The United Nations refugee agency is winding down its repatriation of Angolans with a final convoy from the southern Democratic Republic of the Congo (DRC) today and it is also sending home the last convoy from eastern Ethiopia to north-western Somalia tomorrow.

The Angolan refugees left the Kisenge refugee site in southern DRC to Luau in eastern Angola, from which the refugees will go home, with help from the UN High Commissioner for Refugees (UNHCR), to communities in Moxico and Lunda Sul provinces.

UNHCR has helped 42,400 Angolans go home since the start of the voluntary repatriation in June 2003 and has helped nearly 24,000 refugees who returned to Angola on their own.

Some 22,000 Angolans remain in refugee camps and settlements in the DRC and another 72,000 may seek permission from Congolese authorities to settle there, it said.

The Angolan repatriation movement ends in October.

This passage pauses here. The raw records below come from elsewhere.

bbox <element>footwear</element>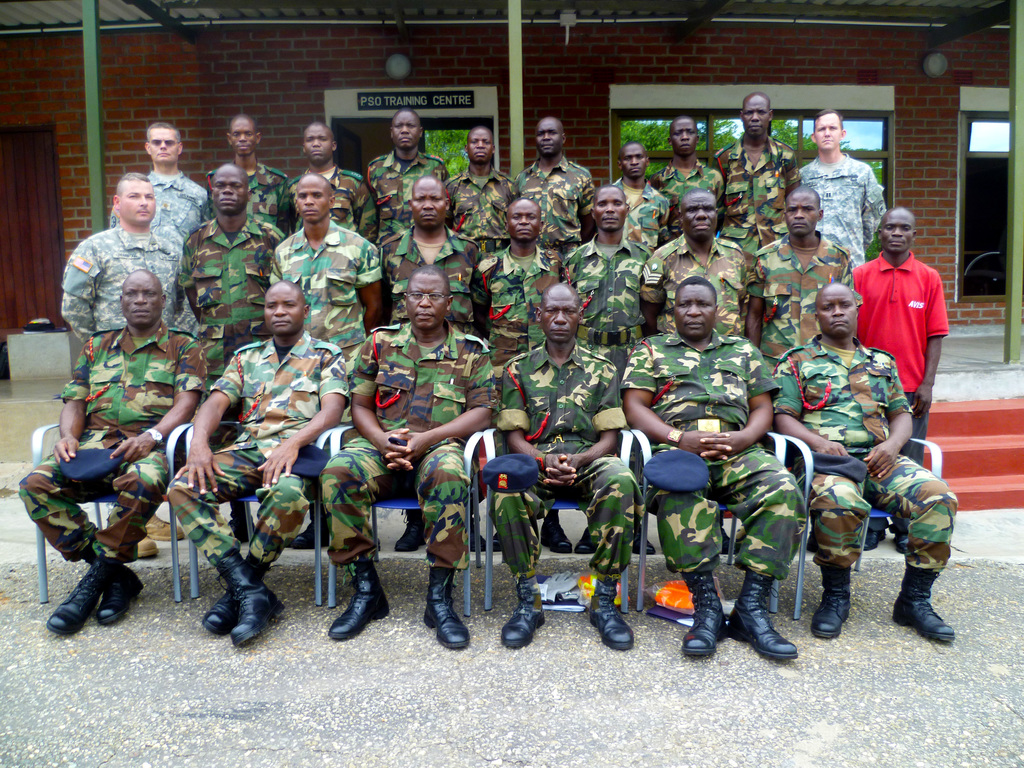
select_region(813, 557, 852, 640)
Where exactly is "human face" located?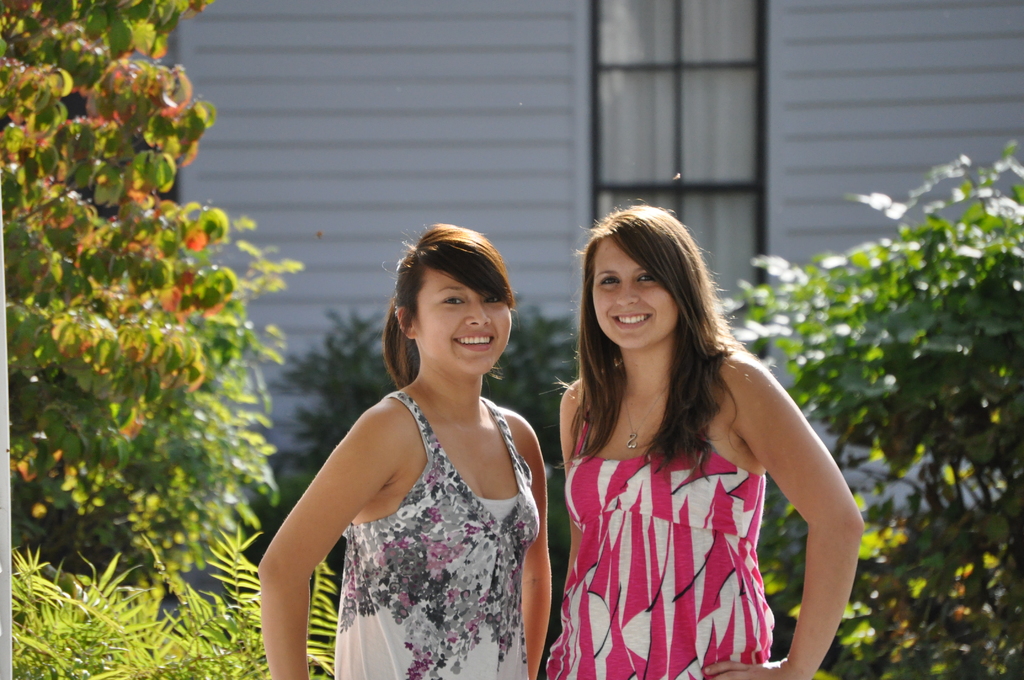
Its bounding box is detection(584, 239, 683, 345).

Meanwhile, the 325 Somalis in the 213th convoy leaving Aisha camp in Ethiopia for the self-declared Republic of Somaliland will carry plastic sheeting, blankets, jerry cans, kerosene stoves and a nine-month supply of food.

UNHCR will spend $50,000 on cleaning and replanting Aisha camp, which was the largest refugee-hosting area in 1991 when it housed 26,694 people during one of the peaks of Somali refugee flight, and will then hand it over to the Ethiopian authorities.

Last July UNHCR closed Ethiopia’s Hartisheik camp, which was the world’s largest refugee camp in the late 1980s when it housed 250,000 Somalis.